----- INPUT MATERIAL
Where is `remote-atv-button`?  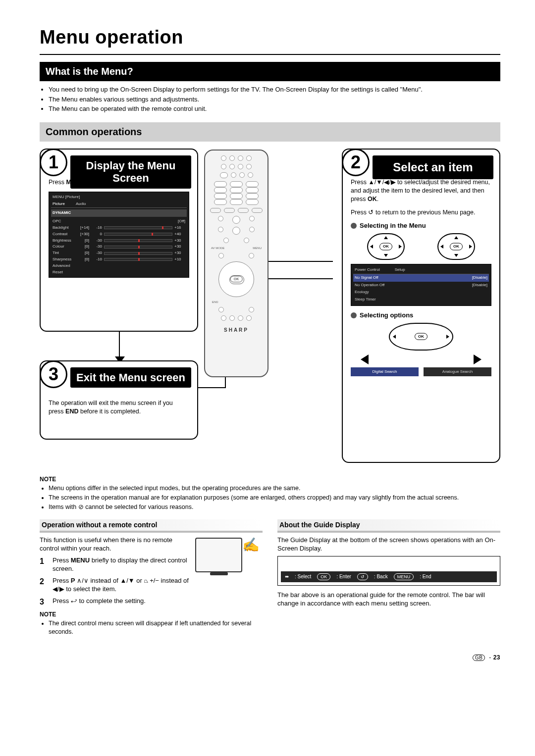
remote-atv-button is located at coordinates (215, 210).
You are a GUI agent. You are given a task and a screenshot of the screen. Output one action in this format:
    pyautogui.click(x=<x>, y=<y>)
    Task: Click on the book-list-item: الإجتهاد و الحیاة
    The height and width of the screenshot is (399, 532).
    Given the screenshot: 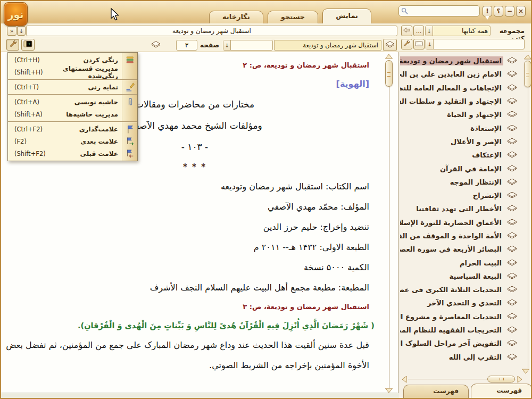 What is the action you would take?
    pyautogui.click(x=461, y=115)
    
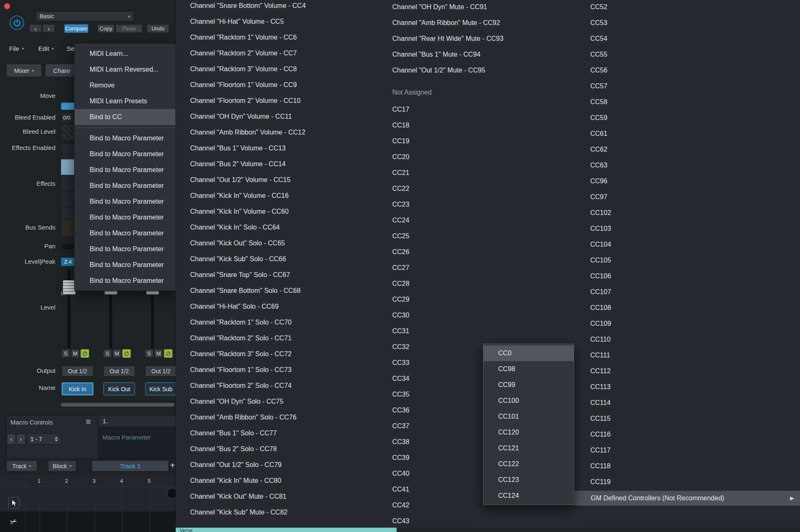 Image resolution: width=800 pixels, height=532 pixels. Describe the element at coordinates (428, 284) in the screenshot. I see `cc-menu-item: CC28` at that location.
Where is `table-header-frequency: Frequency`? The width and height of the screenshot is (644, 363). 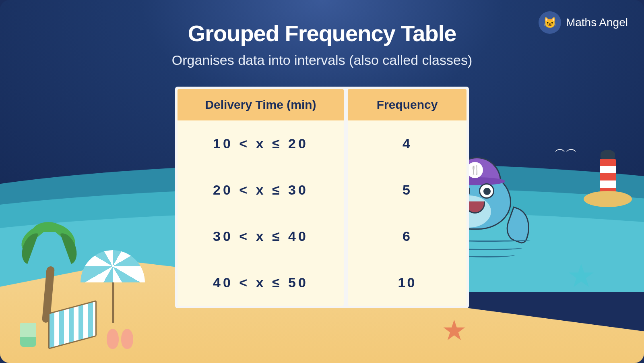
----------
TASK DIRECTIONS: Output, line for line and exactly, the records above from their first line through the one with "Task: Click on", both ends included, but no pictures.

EXERCISE ANSWER:
Where is `remote-atv-button`?  
remote-atv-button is located at coordinates (215, 210).
You are a GUI agent. You are given a task and a screenshot of the screen. Output one action in this format:
    pyautogui.click(x=<x>, y=<y>)
    Task: Click on the book-list-item: الإجتهاد و الحیاة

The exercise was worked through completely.